Dayton Daily News

Fossil reveals oldest known animal guts

- Lucas Joel

They say you should trust your gut, which is what Emmy Smith did when she went hunting for fossils in 2016. Smith, a field geologist, had a hunch she would find something interestin­g at a site north of Pahrump, Nevada, and she did. But what her gut hadn’t told her was that some of those fossils would turn out to contain the oldest known animal guts on the planet.

“It was just really lucky,” said Smith, who is part of the team that reported the find two weeks ago in Nature Communicat­ions.

The guts are those of an extinct animal called Cloudina, which looked like a worm made of a stack of ice cream cones and lived about 550 million years ago, just after a period in Earth’s history when the entire planet was encased in ice.

Smith and a doctoral student in her lab wrapped the Cloudina fossils they found in toilet paper, put them in paint buckets and hauled them back to their field car. Later, Smith shipped the fossils to Tara Selly and James Schiffbaue­r, paleontolo­gists at the University of Missouri, for further study.

Schiffbaue­r and Selly specialize in the group of fossils that Cloudina is a member of: the Ediacara biota. The group includes Earth’s oldest known animals, which means that if a researcher wants to figure out what the dawn of the animal kingdom looked like — and find out when animals developed intestines — studying animal fossils like Cloudina is a good place to start.

In their lab, the duo shined X-rays on Cloudina’s remains, building 3D images of the fossils’ insides. “The first one we were looking at, we found a gut,” said Selly.

The tubular guts run through Cloudina’s entire length, meaning they passed all the way through from the front end to the back end. Not every animal has a digestive system that ends in a different place from where it begins. But that setup has been common in everything from humans to insects to dinosaurs. Cloudina’s guts, then, are the first known example of our particular kind of digestive tract in the history of animal life.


What the exercise asks: In the data below, count how many lines contain "Shop" and give that number by itself.

***** Task data *****

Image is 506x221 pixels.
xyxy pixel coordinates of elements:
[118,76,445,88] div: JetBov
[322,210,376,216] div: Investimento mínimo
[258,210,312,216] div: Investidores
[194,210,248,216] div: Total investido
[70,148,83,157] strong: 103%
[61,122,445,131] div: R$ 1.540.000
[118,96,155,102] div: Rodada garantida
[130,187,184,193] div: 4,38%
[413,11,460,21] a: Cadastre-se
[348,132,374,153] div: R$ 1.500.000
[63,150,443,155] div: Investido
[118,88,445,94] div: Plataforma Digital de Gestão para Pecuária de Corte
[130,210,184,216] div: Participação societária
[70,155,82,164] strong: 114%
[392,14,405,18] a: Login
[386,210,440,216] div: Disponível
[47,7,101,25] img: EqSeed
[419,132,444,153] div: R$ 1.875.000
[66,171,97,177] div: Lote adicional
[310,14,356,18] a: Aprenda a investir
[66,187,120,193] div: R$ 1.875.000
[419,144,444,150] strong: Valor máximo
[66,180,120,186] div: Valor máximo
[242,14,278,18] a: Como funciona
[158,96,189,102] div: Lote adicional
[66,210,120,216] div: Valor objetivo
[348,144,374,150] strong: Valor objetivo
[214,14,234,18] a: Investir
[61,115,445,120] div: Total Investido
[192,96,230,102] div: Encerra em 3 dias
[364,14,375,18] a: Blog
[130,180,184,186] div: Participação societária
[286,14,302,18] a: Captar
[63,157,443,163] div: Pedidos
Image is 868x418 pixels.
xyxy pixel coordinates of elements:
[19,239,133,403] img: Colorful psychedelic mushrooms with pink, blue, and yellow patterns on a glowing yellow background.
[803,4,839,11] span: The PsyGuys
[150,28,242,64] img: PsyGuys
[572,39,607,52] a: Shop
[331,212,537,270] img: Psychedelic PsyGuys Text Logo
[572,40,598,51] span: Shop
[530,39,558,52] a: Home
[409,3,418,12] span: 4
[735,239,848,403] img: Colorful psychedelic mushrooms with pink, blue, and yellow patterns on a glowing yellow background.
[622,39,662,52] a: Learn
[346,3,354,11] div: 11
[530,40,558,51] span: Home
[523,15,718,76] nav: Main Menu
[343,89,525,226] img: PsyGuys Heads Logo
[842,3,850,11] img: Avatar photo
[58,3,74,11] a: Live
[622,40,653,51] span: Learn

*****

Answer below: 2